12.08.16
RMT confirms three-day Virgin East Coast strike action
Rail union RMT has today confirmed a “programme of strike action” on Virgin Trains East Coast (VTEC) over an alleged threat to jobs, working conditions and safety following an 84% majority vote.
VTEC’s RMT members will stage three 24-hour strikes from 3:00am on 19, 26 and 29 August. They are also being instructed to take “action short of strike” by not working any overtime between 27 and 29 August.
According to the union, the ongoing dispute came to a head when Virgin decided to “subject staff to a barrage of direct propaganda justifying their attempts to bulldoze through a package of cash-led measures that would decimate jobs, working conditions and threaten the safety regime that currently ensures a guard on every train”.
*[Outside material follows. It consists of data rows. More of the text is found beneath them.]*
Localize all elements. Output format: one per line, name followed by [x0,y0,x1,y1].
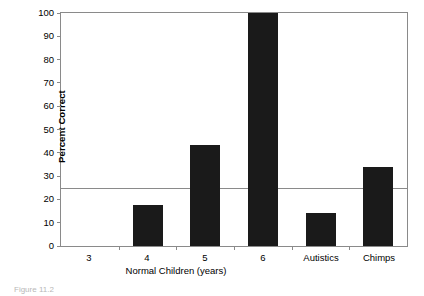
x-tick-mark [119,246,120,250]
x-tick-mark [176,246,177,250]
plot-frame: Percent Correct 1009080706050403020100 [60,12,408,247]
x-tick-mark [349,246,350,250]
figure-bar-chart: Percent Correct 1009080706050403020100 3… [0,0,424,296]
x-axis-tick-labels: 3456AutisticsChimps [60,252,408,264]
bar-series [61,13,407,246]
bar-slot [349,13,407,246]
x-tick-mark [234,246,235,250]
y-tick-label: 70 [43,77,54,88]
bar-slot [176,13,234,246]
x-tick-label: 4 [118,252,176,264]
bar-slot [119,13,177,246]
bar [363,167,393,246]
y-tick-label: 60 [43,100,54,111]
y-tick-label: 20 [43,193,54,204]
bar [190,145,220,246]
bar [306,213,336,246]
x-tick-label: Autistics [292,252,350,264]
y-tick-label: 80 [43,54,54,65]
bar [248,13,278,246]
y-tick-label: 40 [43,147,54,158]
y-tick-label: 30 [43,170,54,181]
y-tick-label: 50 [43,124,54,135]
y-tick-label: 10 [43,217,54,228]
y-tick-label: 100 [38,7,54,18]
x-tick-label: 3 [60,252,118,264]
x-tick-mark [292,246,293,250]
bar-slot [292,13,350,246]
x-tick-label: Chimps [350,252,408,264]
figure-caption: Figure 11.2 [14,285,54,294]
x-tick-label: 6 [234,252,292,264]
bar [133,205,163,246]
x-tick-label: 5 [176,252,234,264]
y-tick-label: 90 [43,30,54,41]
y-tick-label: 0 [49,240,54,251]
x-axis-title: Normal Children (years) [60,265,292,277]
plot-area: 1009080706050403020100 [61,13,407,246]
bar-slot [61,13,119,246]
bar-slot [234,13,292,246]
The union’s outspoken general secretary, Mick Cash, added: “RMT will not sit back while nearly 200 members' jobs are under threat and while conditions and safety are put at risk by a franchise which is clearly in financial trouble.
“RMT is aware that VTEC management are putting out regular propaganda messages to their employees, to justify the company’s attempts to attack job security, terms and conditions of employment and current working practices. In response to company propaganda, RMT’s view is clear.
“Long-standing agreements between our two organisations dictate that the company must negotiate with RMT, as a recognised trade union to those agreements, yet the company say these changes are a consultative process. That is simply not true. Any changes to staff terms and conditions are negotiable matters.”
David Horne, managing director for Virgin Trains on the east coast, had recently urged RMT members to return to talks.
“With our guarantees that there will be no compulsory redundancies, no impact on safety and a full timetable in place during any action, we urge the RMT not to call a strike which will cost its members pay for no reason, and to rejoin us around the negotiating table,” he said.
The union’s members have recently suspended a strike mid-action across Southern services in the capital, but so far remain strong in an ongoing Eurostar three-day strike – although this could still be salvaged as a result of ongoing talks with the company’s management happening today.